Road Out of Hell

There are no adequate words to describe the behavior of a PTSD driven adrenaline junkie, using alcohol and success to self medicate. Nothing makes sense, and on the rare occasions that it does the other shoe soon drops.

Dirk will validate the warning given by an early career counselor, in particular that he will develop a pattern of not completing anything he starts. He does not complete his bachelors degree. Even he is eventually unable to explain away his resume' as following the computer industry up its promotional ladder.

What starts as a sexual trist on a business trip while engaged to Terry, progresses to infidelity while married to Julie, and then to out-of-control sexual debauchery. Dirk turns to Zambia, with crazy plans to open an alluvial tin mine as a cover for smuggling emeralds. Unfortunately his endeavors do not have the happy ending of a Wilbur Smith novel. South Africa bomb a southern terrorist base in Zambia and Dirk is lucky to escape with his life.

Dirk and Julie move to England, but the marriage is doomed by his undiagnosed and untreated alcoholism. He abandons the marriage and his children, unable to face admitting that he has acquired a viral STD, refusing to settle down, and having becoming involved in an affair with his sales assistant Joe.

Dirk remains one job ahead of his next firing, eventually landing the one job still available to people like him. He builds his own company called InSite Computer Technology. Circumstances intervene, and his contentious outspoken character is perfectly suited to Microsoft, who need someone to rock their customers boat, and who they can blame for the "not British" directness much needed to stall their big customers from turning to Lotus Notes.

Insite is saved from Dirk's financial mismanagement, when Verity, a Silicon Valley public company needs his relationship with Microsoft, aquires them. In a rare moment of financial prudence, Dirk uses the money to provide for his daughters education and to secure the family home in Coventry.

Dirk moves to Silicon Valley, where his alcoholism follows him. Three engagements and numerous partners later Dirk has lost all sense of relational integrity with the opposite sex. A close friend is defined as anyone who will drink with him in the bar. Verity tolerate his behavior as they do not want to lose his inside knowledge to the competition.

Verity's value rises with the financial boom, and Dirk's worth in close accord.  His daughters live a dual life of American opulence when visiting, and conservative middle-class for the rest of the year with their mother.

The only common denominator in the chaos he brings to all those who engage with him, is a systemic lowering of the moral standards by which he conducts himself.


▶ **Task details**
Exact copies of the lines below are the goal; any images in them are dropped.

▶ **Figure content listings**

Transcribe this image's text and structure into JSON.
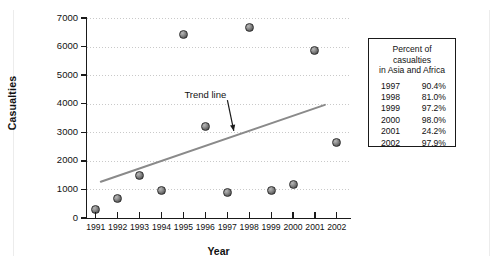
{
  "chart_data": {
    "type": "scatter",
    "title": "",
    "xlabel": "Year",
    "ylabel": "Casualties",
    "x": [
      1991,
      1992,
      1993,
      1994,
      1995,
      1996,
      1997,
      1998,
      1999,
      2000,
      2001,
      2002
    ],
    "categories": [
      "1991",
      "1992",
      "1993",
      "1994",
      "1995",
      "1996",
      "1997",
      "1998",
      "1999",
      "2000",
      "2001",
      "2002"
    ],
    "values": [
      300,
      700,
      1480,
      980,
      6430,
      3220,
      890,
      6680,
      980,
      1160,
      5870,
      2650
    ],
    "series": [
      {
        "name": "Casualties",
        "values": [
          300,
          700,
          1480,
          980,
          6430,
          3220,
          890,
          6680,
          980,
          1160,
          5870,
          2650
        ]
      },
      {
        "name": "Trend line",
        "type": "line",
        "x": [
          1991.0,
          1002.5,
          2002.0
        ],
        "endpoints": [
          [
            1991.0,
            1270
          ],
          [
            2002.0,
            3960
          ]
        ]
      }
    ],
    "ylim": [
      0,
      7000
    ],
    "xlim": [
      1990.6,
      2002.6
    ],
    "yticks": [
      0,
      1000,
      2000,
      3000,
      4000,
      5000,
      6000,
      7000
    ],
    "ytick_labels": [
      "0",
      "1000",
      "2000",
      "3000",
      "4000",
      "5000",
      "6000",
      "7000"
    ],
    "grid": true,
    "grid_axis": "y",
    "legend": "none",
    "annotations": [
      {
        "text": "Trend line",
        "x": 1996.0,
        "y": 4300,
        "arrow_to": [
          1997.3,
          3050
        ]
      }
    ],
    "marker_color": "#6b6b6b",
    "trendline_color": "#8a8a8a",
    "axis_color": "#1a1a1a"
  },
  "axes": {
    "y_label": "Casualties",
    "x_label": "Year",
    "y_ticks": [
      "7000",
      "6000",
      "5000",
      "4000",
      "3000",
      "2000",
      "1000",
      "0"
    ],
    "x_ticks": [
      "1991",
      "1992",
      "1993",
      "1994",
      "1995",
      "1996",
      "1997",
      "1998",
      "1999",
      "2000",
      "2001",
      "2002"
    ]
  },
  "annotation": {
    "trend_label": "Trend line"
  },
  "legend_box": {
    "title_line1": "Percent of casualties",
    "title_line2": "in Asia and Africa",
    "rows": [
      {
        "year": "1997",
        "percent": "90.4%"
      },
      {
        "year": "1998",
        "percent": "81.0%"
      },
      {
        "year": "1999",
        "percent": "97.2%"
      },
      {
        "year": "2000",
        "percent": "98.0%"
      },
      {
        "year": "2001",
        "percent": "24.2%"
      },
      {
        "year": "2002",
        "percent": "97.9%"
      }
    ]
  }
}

▶ **Output for this exercise**
Transcribe this image's text and structure into JSON.
{
  "chart_data": {
    "type": "scatter",
    "title": "",
    "xlabel": "Year",
    "ylabel": "Casualties",
    "x": [
      1991,
      1992,
      1993,
      1994,
      1995,
      1996,
      1997,
      1998,
      1999,
      2000,
      2001,
      2002
    ],
    "categories": [
      "1991",
      "1992",
      "1993",
      "1994",
      "1995",
      "1996",
      "1997",
      "1998",
      "1999",
      "2000",
      "2001",
      "2002"
    ],
    "values": [
      300,
      700,
      1480,
      980,
      6430,
      3220,
      890,
      6680,
      980,
      1160,
      5870,
      2650
    ],
    "series": [
      {
        "name": "Casualties",
        "values": [
          300,
          700,
          1480,
          980,
          6430,
          3220,
          890,
          6680,
          980,
          1160,
          5870,
          2650
        ]
      },
      {
        "name": "Trend line",
        "type": "line",
        "x": [
          1991.0,
          1002.5,
          2002.0
        ],
        "endpoints": [
          [
            1991.0,
            1270
          ],
          [
            2002.0,
            3960
          ]
        ]
      }
    ],
    "ylim": [
      0,
      7000
    ],
    "xlim": [
      1990.6,
      2002.6
    ],
    "yticks": [
      0,
      1000,
      2000,
      3000,
      4000,
      5000,
      6000,
      7000
    ],
    "ytick_labels": [
      "0",
      "1000",
      "2000",
      "3000",
      "4000",
      "5000",
      "6000",
      "7000"
    ],
    "grid": true,
    "grid_axis": "y",
    "legend": "none",
    "annotations": [
      {
        "text": "Trend line",
        "x": 1996.0,
        "y": 4300,
        "arrow_to": [
          1997.3,
          3050
        ]
      }
    ],
    "marker_color": "#6b6b6b",
    "trendline_color": "#8a8a8a",
    "axis_color": "#1a1a1a"
  },
  "axes": {
    "y_label": "Casualties",
    "x_label": "Year",
    "y_ticks": [
      "7000",
      "6000",
      "5000",
      "4000",
      "3000",
      "2000",
      "1000",
      "0"
    ],
    "x_ticks": [
      "1991",
      "1992",
      "1993",
      "1994",
      "1995",
      "1996",
      "1997",
      "1998",
      "1999",
      "2000",
      "2001",
      "2002"
    ]
  },
  "annotation": {
    "trend_label": "Trend line"
  },
  "legend_box": {
    "title_line1": "Percent of casualties",
    "title_line2": "in Asia and Africa",
    "rows": [
      {
        "year": "1997",
        "percent": "90.4%"
      },
      {
        "year": "1998",
        "percent": "81.0%"
      },
      {
        "year": "1999",
        "percent": "97.2%"
      },
      {
        "year": "2000",
        "percent": "98.0%"
      },
      {
        "year": "2001",
        "percent": "24.2%"
      },
      {
        "year": "2002",
        "percent": "97.9%"
      }
    ]
  }
}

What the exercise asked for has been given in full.